Bite Size Theory

“A genre is a loose affectively-invested zone of expectations about the narrative shape a situation will take. A situation becomes-genre, finds its genres of event.”

Lauren Berlant, 2011, ‘Austerity, Precarity, Awkwardness’.

Bite Size Theory

“[O]ne reason why the South African situation became so acute a marker of iniquity in the twentieth century was because it was an extreme example of the way people could be bounded beyond their own volition; into neighbourhoods, into families, into destinies, into lives, and into jails if they resisted. This strand of self-consciousness about borders and boundaries – a negotiation of frontiers and a fear of what lies beyond – is particularly (even if not uniquely) South African.”

Mark Gevisser, 2014, Lost and Found in Johannesburg.

Bite Size Theory

“Without a history built and defended upon an entirely different foundation, we will find that Hitler and Stalin continue to define their own works for us. What might that basis be?[…] Its form arises not from the political geography of empires but from the human geography of victims. The bloodlands were no political territory, real or imagined: they are simply where Europe’s most murderous regimes did their most murderous work.”

Timothy Snyder, 2010, Bloodlands: Europe Between Hitler and Stalin.

Bite Size Marxism

“Ever since Luxemburg put into question the completion of real subsumption by suggesting it was nothing more than a heuristic device Marx employed to totalize capitalism, thinkers outside of Euro-America have, in one way or another, underscored a conception of the social that embodied an uneven mix of practices of prior modes of production alongside the newer innovations of capitalism”

Harry Harootunian, 2015, Marx After Marx: History and Time in the Expansion of Capitalism.

Bite Size Methods

“Finding something is easy: it’s knowing that you ought to have looked for it that is hard. You search for known items only once you have done all the real work. In the really important cases, you search for known items only once you already know what they are going to say. In short, if we knew ahead of time what the questions were and what books probably answered them, there would be no reason to do the research.”

Andrew Abbott, 2014, Digital Paper: A Manual for Research and Writing with Library and Internet Materials.

Bite Size Theory

“It is in the very limitations and leanness of shadows that we learn, in the gaps, in the leaps to complete an image, that we perform a generative act of constructing the shape – recognizing a horse, a box, a bed roll, a crutch, a typewriter. The very leanness of the illusion pushes us to complete the recognition – and that prompts an awareness of the activity, recognizing in this activity our agency in seeing, and our agency in apprehending the world.”

William Kentridge, 2014, Six Drawing Lessons.

Bite Size Criticism

“International scholarship on Coetzee, with some exceptions, involves walking one step behind the novelist, collecting the allusions he scatters to Foucault or Levinas or Derrida and arranging them reverently in his honour, which is also to the honour of pure literature.

Imran Coovadia, 2012, Transformations: Essays.

Bite Size Criticism

“T]his is how American folk music works. Forgetting and disappearance are the engines of its romance. They are the motor of the will in the music to create characters, to insist on their mystery and to resist the impulse of society at large to turn the music into social science – or what the late Harlem critic Albert Murray called “social science fiction”.”

Griel Marcus, 2015, Three Songs, Three Singers, Three Nations.

Bite Size Cavell

“Empirical statements that claim truth depend upon evidence; statements that claim truthfulness depend upon our acceptance of them. My acceptance is the way I respond to them, and not everyone is capable of the response, or willing for it. I put this by saying that a true statement is something we know or do not know; a truthful statement is one we must acknowledge or fail or refuse to acknowledge.”

Stanley Cavell, 1971, The World Viewed: Reflections on the Ontology of Film.

Bite Size Cavell

“A work one cares about is not so much something one has read as something one is a reader of; connection with it goes on, as with any relation one cares about.”

Stanley Cavell, 1981, Pursuits of Happiness: The Hollywood Comedy of Romance.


### EXERCISE
Your task is to copy every line of the records below that contains "icon".
--- GIVEN DATA Enclosed Below ---
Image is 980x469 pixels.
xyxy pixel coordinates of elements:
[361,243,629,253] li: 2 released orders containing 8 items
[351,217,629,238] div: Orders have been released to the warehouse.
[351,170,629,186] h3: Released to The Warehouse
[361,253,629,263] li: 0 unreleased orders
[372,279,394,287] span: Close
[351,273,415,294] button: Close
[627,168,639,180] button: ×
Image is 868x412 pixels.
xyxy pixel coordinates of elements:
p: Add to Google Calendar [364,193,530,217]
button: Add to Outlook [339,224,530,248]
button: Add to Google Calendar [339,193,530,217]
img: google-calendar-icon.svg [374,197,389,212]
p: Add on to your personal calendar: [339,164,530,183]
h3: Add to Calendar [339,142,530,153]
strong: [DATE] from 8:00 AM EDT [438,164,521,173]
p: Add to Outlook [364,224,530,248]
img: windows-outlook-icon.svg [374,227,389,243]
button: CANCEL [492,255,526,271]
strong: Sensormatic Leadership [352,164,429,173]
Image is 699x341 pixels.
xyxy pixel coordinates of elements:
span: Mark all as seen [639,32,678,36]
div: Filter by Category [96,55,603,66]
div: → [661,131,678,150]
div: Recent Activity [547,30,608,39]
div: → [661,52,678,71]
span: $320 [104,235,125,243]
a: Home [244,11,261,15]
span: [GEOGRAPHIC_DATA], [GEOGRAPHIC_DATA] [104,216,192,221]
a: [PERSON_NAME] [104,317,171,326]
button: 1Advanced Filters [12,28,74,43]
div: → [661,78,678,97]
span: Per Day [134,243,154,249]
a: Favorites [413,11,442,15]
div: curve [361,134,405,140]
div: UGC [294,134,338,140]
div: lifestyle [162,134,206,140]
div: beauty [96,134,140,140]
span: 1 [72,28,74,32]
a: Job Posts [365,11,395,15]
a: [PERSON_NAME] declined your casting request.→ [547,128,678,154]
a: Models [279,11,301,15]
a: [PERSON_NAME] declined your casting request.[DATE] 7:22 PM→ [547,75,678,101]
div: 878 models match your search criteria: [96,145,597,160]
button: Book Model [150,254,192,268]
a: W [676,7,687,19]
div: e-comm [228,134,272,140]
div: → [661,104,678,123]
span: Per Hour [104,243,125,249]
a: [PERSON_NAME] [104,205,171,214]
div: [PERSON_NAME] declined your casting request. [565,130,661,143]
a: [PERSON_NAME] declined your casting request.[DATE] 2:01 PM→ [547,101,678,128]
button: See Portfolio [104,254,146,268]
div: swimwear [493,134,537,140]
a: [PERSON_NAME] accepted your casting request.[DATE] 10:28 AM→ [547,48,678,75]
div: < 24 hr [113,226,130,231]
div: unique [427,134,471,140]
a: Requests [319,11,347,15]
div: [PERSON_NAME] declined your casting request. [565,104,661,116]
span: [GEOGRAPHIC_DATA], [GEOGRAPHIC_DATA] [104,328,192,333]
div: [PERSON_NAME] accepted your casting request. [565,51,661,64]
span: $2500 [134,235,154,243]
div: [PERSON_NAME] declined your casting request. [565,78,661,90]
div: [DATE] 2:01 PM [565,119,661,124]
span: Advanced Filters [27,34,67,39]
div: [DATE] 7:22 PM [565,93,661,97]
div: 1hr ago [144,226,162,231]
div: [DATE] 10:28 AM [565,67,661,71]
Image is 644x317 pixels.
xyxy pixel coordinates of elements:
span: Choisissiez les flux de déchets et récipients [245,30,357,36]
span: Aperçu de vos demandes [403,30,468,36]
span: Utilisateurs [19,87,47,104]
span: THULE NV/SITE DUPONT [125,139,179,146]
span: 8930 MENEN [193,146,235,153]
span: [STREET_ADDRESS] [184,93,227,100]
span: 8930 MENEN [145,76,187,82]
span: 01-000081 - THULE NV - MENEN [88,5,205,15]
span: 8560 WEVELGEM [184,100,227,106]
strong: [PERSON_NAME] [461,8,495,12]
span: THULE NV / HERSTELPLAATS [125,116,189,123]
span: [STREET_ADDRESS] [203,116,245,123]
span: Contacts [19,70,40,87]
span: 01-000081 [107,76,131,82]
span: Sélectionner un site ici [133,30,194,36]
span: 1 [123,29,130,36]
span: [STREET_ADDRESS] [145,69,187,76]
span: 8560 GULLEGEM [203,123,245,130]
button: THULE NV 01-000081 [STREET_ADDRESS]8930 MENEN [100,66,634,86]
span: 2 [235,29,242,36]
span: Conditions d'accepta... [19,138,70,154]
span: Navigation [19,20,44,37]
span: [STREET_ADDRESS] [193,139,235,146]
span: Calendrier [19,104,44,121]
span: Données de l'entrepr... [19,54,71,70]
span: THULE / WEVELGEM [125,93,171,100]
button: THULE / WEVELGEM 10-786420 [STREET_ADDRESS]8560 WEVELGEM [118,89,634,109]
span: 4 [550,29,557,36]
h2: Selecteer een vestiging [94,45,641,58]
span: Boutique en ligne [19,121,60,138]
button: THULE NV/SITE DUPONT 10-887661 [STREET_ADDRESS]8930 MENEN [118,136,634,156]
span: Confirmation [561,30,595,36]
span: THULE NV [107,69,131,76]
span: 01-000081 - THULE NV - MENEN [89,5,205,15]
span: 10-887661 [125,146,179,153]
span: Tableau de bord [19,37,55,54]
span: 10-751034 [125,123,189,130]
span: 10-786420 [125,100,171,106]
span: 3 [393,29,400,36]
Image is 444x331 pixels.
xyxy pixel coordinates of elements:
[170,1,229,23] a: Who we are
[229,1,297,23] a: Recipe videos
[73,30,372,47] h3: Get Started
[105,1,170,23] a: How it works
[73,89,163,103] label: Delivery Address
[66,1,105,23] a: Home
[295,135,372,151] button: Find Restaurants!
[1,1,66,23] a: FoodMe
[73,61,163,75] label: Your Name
--- End of Enclosed GIVEN DATA ---
### RESPONSE AREA
img: google-calendar-icon.svg [374,197,389,212]
img: windows-outlook-icon.svg [374,227,389,243]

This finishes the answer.